Sunday, January 10, 2010

Something to hide, fear, crush

A movement that explicates itself and appears to engage in deliberative dialog with all comers is a movement that doesn’t generate nearly as much fear and thus oppression as do movements which are covert, sneaky, deceptive, and generate an image of sneering superiority. Of course, it’s all culturally relative, but still more or less generalizable.

Serbia is an illustrative example. The Balkans are famous for fear-based terrorism, often inflicted by the state, and Slobodan Milosevic was an exemplar of that. He presided over an extremely nationalistic and conflict-prone regime marked by forcible annexations, concentration camps, ethnic cleansing, rape camps, and extraordinary suppression of minorities. Both internal and external powers attacked him violently and he strode through with swagger and an aura of the Serb standing alone in courageous defiance of all those who would attack Serbs. What finally brought him down was the unexpected soft power of nonviolence and community organizing writ large. The youth started it all, organizing demonstrations, mock conventions, humorous but highly political street theater, and a web and alternative media presence that was infused with joyous rebellion.

They kept at it, and eventually enlisted the mainstream political opposition leadership in a coalition that toppled the regime via elections, general strike, and the ultimate takeover of Parliament. The youth movement, Otpur, had open offices, frequent open public demonstrations and actions, and were markedly different than the youth demonstrations of western Europe and the US in that none of their demonstrators acted violently or covertly. None ever wore face coverings of any sort—no bandanas or masks to hide identities, even though the potential for police and army capture, torture, and worse was far greater than in western Europe or the US. I asked one of the Otpur organizers, Srja Popovic, if any of them ever wore masks.

He laughed. “Never! We wanted everyone to know that these were local kids, nice young people who simply wanted to work for a better future.”

Some of the kids were beaten at one point, when the government became desperate and tried to declare Otpur a terrorist group. This backfired on the government—the people knew better and Milosevic lost even more popularity as his policies produced war, international pariah status for Serbia, and economic hardship for Serbs.

Milosevic bet that his police and soldier brutality would provoke an in-kind response and thus justify even harsher methods ‘necessary’ to maintain domestic order. Instead, the nonviolent discipline and transparency of his civil society opponents clearly won the day. Milosevic lost the loyalty of his people, his police, his soldiers, and he lost the election and his power, and was turned over to the international community to stand trial. He died in prison and the trial was never concluded, but the effectiveness of transparent nonviolence was made quite obvious in that struggle.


Drop the pictures, then repeat every record exactly as it stands.

DATA SHOWN:
━━━━━━━━
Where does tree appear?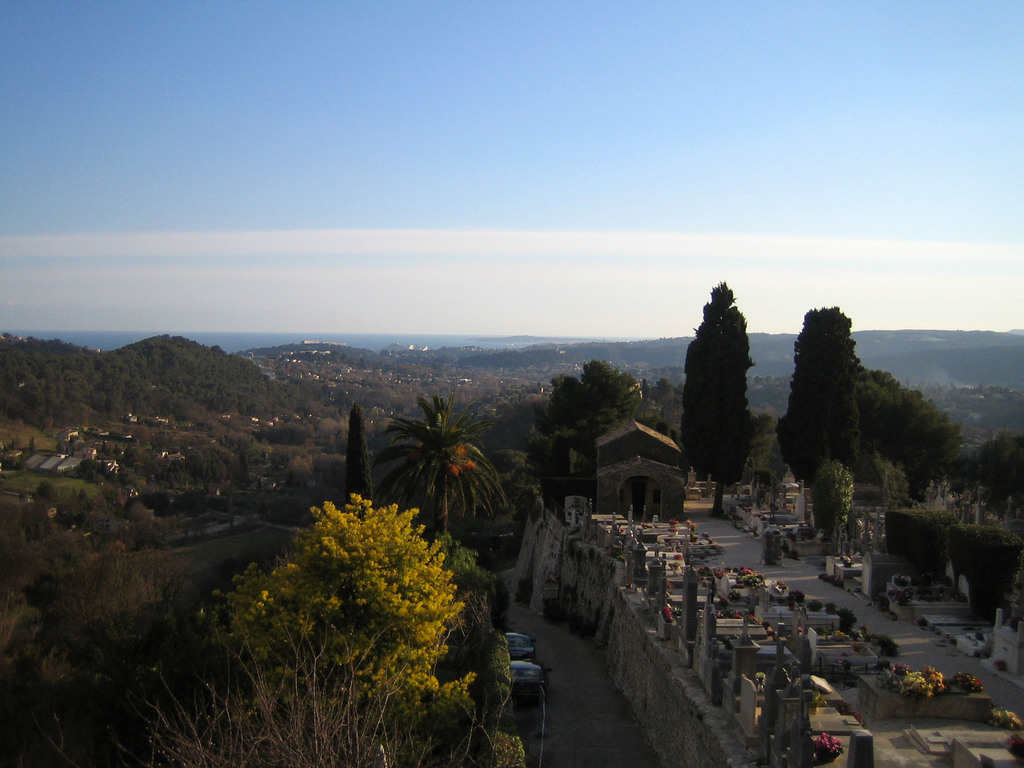
Appears at 0,506,171,767.
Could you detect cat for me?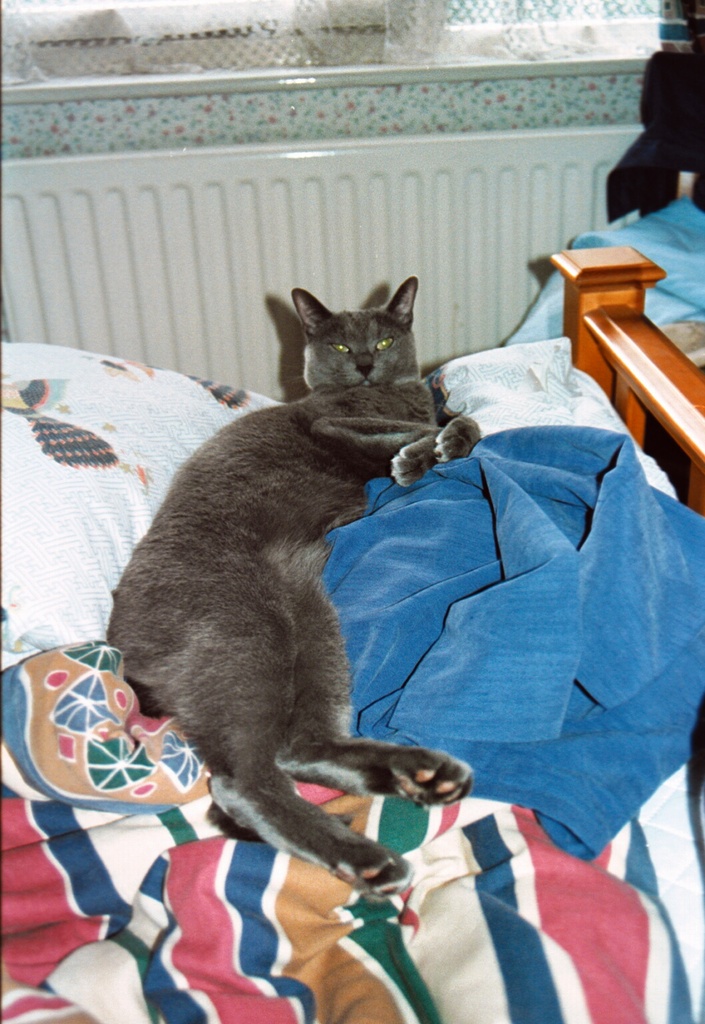
Detection result: <region>103, 280, 488, 889</region>.
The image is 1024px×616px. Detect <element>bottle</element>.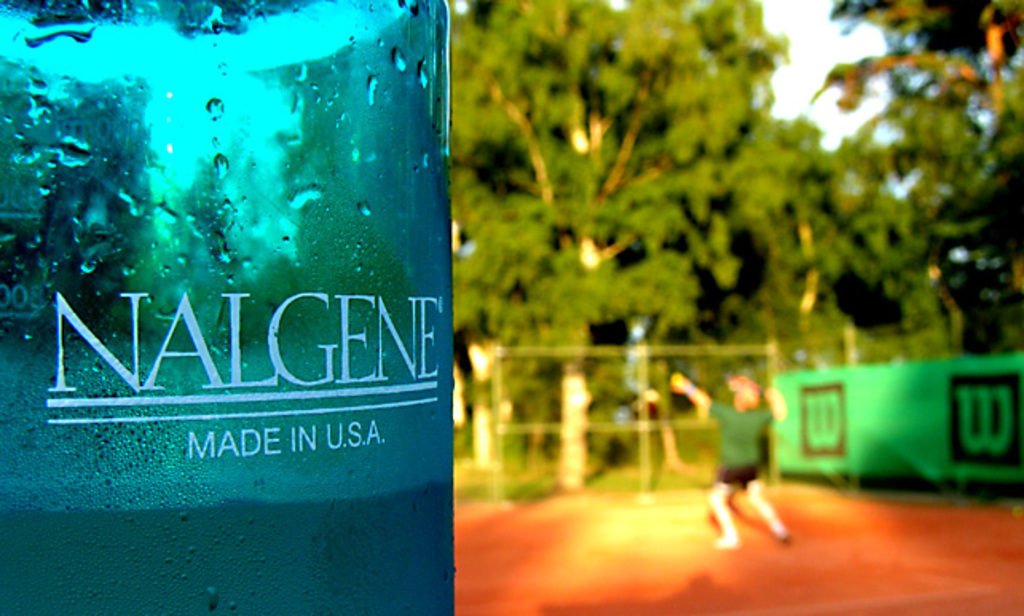
Detection: (x1=0, y1=0, x2=455, y2=614).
━━━━━━━━
EXERCISE SOLUTION:
Where does tree appear?
Appears at 0,506,171,767.
Could you detect cat for me?
Detection result: <region>103, 280, 488, 889</region>.
The image is 1024px×616px. Detect <element>bottle</element>.
Detection: (x1=0, y1=0, x2=455, y2=614).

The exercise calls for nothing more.